Nightjar

Design Guide

How this site was made

Designing a room you descend into.

Nightjar sells atmosphere — the feeling of stepping off a loud street into candlelight. So the site behaves like the room: dark, warm, a little theatrical, never fully still. This page documents the decisions.

Palette

Candlelight against the void.

The base is a black with green in it — the color of a dark room with emerald velvet in it, not a screen turned off. Amber is candle and neon; violet is the night outside; cream is every piece of text, warmed like paper that has lived near smoke.

Void

#0B0F0D

Deep Emerald

#1E3A2F

Neon Amber

#FFB454

Electric Violet

#B76EF0

Candle Cream

#F3E3C3

Typography

A playbill and a typewriter.

DM Serif Display plays the marquee — a high-contrast theatrical serif that belongs on a playbill or a neon sign. It only appears large; it never does body-copy work.

Space Mono does everything else: menu specs, prices, hours, house rules. Typewriter energy — the voice of a menu card typed in the back office, dot leaders and all.

Display — DM Serif Display

Six drinks. Zero apologies.

Body & labels — Space Mono

The Nightjar19

rye · amaro · burnt orange · black walnut

The Machinery

Smoke, neon, and candle physics.

Hand-rolled smoke

The hero's smoke is fractal value-noise computed per-pixel on a 176×110 canvas, upscaled by the browser for a free blur. Domain-warped for curl, tinted amber-to-violet by a second noise field, drifting upward and leaning gently toward your cursor. Throttled to 30fps, paused offscreen, static under reduced motion.

Neon that misbehaves

The wordmark's glow is five stacked text-shadows with an irregular flicker keyframe — the timing of a tube with a loose transformer, not a metronome. One letter in the logo runs its own dying-flicker cycle, because every good sign has one letter going.

Candlelight cards

The menu card breathes: a radial amber gradient rises from the bottom edge while the box-shadow pulses on a slow 5.5s cycle — the visual rhythm of a candle two feet away. Art-deco corner marks and double rules frame every image like the print shop this room used to be.

The main room of Nightjar in candlelight

Why it works

Maximalism with discipline. Smoke, neon, flicker, ornament — but only five colors, two typefaces, and one recurring frame treatment. The drama sits on a strict system, which is why it reads as theatrical instead of noisy.

Scarcity as voice. The copy never begs. Four loose tables, a capped membership, a door you have to find — the site's job is to make you want to earn it, and confident restraint sells that better than any photo carousel.

Darkness done properly. Cream text sits at readable contrast on the void; images are dimmed toward the room's own light level; grain keeps the big dark fields from banding. Dark mode as a brand, not a toggle.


ASSIGNMENT: Beneath this task are records; count the lines among them that contain the word "panel" and answer with the number only.

[Dataset entries on figures]

Content starts

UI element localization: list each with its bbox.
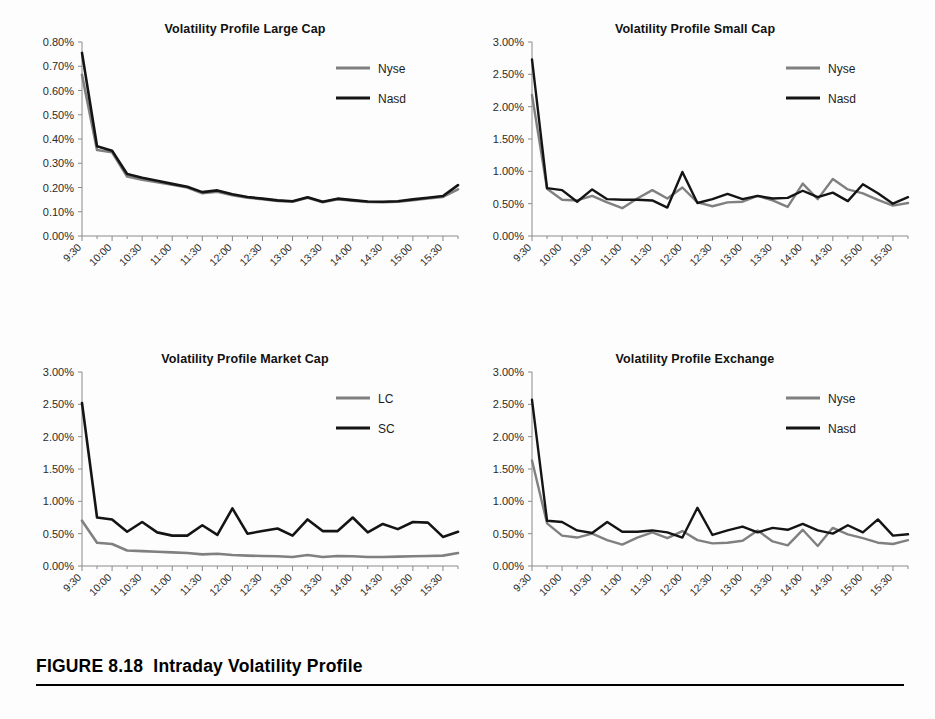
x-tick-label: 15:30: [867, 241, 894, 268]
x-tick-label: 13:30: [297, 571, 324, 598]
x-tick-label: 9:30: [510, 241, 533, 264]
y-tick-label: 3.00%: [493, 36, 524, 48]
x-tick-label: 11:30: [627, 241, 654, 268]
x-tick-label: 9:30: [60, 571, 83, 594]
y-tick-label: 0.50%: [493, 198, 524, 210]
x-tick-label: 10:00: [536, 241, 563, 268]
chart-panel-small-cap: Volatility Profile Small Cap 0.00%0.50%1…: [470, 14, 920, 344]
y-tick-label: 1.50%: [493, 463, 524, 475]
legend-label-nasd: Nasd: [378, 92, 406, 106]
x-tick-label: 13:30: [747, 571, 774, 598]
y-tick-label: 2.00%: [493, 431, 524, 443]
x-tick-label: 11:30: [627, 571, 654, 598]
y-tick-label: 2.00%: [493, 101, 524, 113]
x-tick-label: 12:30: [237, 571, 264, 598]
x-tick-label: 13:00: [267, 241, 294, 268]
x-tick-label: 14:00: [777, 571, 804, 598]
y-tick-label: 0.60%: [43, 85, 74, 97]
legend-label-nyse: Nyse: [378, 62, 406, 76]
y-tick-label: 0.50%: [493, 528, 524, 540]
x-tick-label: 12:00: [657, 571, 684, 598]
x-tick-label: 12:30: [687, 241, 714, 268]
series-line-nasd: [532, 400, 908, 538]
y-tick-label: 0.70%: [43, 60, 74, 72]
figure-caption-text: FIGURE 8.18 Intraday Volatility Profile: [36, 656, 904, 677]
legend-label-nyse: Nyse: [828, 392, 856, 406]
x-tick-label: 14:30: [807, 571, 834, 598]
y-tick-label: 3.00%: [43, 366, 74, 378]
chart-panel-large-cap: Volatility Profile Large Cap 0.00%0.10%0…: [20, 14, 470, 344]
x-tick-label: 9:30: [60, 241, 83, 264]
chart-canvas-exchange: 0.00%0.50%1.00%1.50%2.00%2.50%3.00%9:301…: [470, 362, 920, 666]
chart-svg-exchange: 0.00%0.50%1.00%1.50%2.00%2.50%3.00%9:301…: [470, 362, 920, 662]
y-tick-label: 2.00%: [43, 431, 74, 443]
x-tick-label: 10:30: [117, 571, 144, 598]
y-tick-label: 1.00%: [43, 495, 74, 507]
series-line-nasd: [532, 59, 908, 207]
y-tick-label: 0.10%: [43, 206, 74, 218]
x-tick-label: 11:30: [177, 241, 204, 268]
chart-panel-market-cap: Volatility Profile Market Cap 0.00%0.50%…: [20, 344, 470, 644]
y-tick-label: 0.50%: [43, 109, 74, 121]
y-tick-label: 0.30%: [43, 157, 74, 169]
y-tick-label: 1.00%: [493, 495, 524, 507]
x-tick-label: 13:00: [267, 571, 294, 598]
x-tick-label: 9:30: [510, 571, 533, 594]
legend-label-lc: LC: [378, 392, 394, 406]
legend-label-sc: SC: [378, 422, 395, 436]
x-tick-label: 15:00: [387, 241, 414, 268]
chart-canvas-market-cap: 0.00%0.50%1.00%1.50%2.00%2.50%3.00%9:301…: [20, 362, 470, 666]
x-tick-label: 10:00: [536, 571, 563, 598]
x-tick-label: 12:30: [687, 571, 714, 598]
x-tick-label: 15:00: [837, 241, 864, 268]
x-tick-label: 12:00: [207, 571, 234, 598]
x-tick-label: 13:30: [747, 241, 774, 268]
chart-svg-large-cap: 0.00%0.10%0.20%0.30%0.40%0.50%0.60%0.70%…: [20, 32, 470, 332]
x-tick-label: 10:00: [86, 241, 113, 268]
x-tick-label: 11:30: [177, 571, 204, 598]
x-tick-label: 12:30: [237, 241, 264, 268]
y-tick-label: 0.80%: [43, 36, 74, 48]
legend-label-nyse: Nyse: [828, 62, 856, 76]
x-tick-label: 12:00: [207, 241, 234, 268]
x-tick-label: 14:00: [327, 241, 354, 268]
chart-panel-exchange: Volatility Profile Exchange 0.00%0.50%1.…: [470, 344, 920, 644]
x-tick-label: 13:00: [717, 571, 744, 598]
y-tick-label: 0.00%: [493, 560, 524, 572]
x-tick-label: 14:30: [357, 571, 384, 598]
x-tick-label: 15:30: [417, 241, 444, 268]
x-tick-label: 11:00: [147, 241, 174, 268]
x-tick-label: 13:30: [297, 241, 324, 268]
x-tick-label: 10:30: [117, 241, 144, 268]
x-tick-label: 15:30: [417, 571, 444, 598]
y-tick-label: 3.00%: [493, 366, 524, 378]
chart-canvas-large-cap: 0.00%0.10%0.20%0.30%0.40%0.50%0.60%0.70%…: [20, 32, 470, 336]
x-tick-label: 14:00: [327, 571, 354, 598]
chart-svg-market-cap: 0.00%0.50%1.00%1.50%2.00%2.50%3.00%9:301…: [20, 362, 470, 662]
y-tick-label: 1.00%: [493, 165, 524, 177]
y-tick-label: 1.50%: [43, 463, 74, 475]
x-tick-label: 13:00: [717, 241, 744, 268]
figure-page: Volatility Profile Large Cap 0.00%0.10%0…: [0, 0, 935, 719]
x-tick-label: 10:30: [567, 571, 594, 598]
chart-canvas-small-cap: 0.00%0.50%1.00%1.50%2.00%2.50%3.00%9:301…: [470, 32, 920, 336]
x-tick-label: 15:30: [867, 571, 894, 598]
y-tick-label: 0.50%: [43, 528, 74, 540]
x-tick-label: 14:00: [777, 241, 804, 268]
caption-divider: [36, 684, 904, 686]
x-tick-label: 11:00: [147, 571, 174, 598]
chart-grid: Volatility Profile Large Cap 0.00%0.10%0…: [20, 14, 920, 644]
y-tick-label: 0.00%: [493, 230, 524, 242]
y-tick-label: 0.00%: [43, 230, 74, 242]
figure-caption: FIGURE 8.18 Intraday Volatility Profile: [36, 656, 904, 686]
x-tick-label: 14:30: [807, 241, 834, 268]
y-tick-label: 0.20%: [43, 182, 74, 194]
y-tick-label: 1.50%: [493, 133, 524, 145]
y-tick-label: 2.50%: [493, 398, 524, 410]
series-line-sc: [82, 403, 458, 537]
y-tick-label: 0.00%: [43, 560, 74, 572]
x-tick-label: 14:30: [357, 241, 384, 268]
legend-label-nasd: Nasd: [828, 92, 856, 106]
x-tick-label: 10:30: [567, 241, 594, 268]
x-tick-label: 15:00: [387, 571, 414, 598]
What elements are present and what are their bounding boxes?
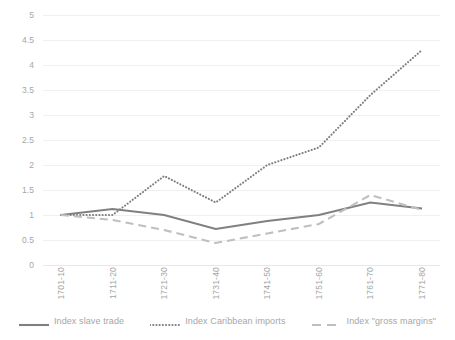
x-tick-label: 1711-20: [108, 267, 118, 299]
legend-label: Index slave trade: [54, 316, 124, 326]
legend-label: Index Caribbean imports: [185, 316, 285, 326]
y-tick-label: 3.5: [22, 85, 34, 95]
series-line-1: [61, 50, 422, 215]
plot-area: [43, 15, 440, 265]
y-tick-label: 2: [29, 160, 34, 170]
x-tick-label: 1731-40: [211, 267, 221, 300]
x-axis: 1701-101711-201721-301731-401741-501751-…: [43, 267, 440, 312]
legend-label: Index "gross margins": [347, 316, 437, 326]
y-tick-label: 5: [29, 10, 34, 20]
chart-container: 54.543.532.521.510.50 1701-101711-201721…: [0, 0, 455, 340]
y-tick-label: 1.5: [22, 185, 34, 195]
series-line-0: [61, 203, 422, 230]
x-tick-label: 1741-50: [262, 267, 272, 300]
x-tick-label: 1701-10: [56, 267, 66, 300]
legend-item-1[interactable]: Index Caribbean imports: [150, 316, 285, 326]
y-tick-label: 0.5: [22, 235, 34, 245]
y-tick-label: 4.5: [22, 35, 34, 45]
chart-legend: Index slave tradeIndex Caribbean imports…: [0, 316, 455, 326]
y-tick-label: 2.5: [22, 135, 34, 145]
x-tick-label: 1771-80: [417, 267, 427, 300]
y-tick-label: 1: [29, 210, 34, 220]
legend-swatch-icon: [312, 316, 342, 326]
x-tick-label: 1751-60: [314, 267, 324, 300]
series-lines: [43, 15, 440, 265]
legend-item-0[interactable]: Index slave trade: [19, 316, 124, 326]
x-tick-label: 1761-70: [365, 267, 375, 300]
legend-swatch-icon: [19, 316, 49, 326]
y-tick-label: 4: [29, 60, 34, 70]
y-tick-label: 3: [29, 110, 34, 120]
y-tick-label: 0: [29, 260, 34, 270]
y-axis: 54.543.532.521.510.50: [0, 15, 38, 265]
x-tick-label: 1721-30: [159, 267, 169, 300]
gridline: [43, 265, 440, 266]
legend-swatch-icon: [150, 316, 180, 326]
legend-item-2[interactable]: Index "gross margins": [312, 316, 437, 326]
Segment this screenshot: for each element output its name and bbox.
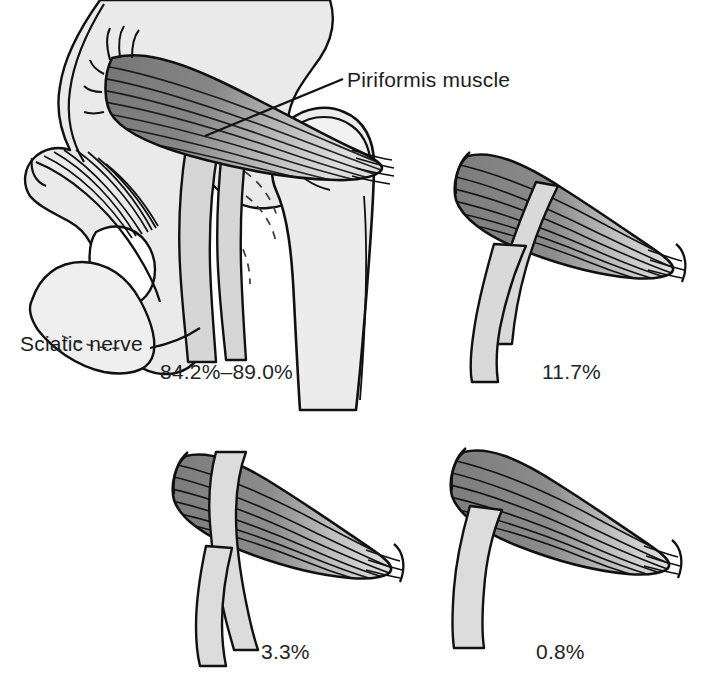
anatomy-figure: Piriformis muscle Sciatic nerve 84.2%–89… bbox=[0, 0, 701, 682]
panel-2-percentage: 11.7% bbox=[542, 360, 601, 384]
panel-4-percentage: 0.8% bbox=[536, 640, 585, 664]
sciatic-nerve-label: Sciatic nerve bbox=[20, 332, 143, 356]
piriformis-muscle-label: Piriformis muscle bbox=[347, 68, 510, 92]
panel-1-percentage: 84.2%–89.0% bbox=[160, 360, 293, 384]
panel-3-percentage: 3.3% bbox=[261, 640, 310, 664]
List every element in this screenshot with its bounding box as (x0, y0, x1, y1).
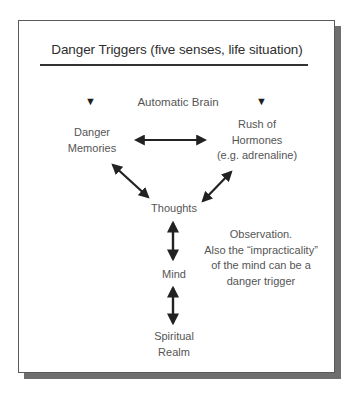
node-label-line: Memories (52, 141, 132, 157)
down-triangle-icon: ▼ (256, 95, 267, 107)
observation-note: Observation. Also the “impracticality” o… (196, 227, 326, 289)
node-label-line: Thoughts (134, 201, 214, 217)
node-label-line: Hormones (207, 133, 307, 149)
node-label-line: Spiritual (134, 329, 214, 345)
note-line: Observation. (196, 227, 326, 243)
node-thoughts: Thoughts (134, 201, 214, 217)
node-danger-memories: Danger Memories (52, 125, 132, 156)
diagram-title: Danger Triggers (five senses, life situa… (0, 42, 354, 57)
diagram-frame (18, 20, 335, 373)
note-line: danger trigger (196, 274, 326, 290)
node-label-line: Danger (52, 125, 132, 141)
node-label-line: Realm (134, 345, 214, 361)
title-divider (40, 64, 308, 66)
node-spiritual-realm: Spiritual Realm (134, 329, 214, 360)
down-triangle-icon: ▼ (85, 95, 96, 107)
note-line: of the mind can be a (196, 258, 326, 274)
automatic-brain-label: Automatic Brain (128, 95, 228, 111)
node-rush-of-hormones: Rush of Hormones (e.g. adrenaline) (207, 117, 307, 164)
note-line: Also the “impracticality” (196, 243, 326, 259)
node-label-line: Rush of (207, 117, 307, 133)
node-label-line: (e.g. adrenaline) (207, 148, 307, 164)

Content ends

RESPONSE FOR THIS EXERCISE: 8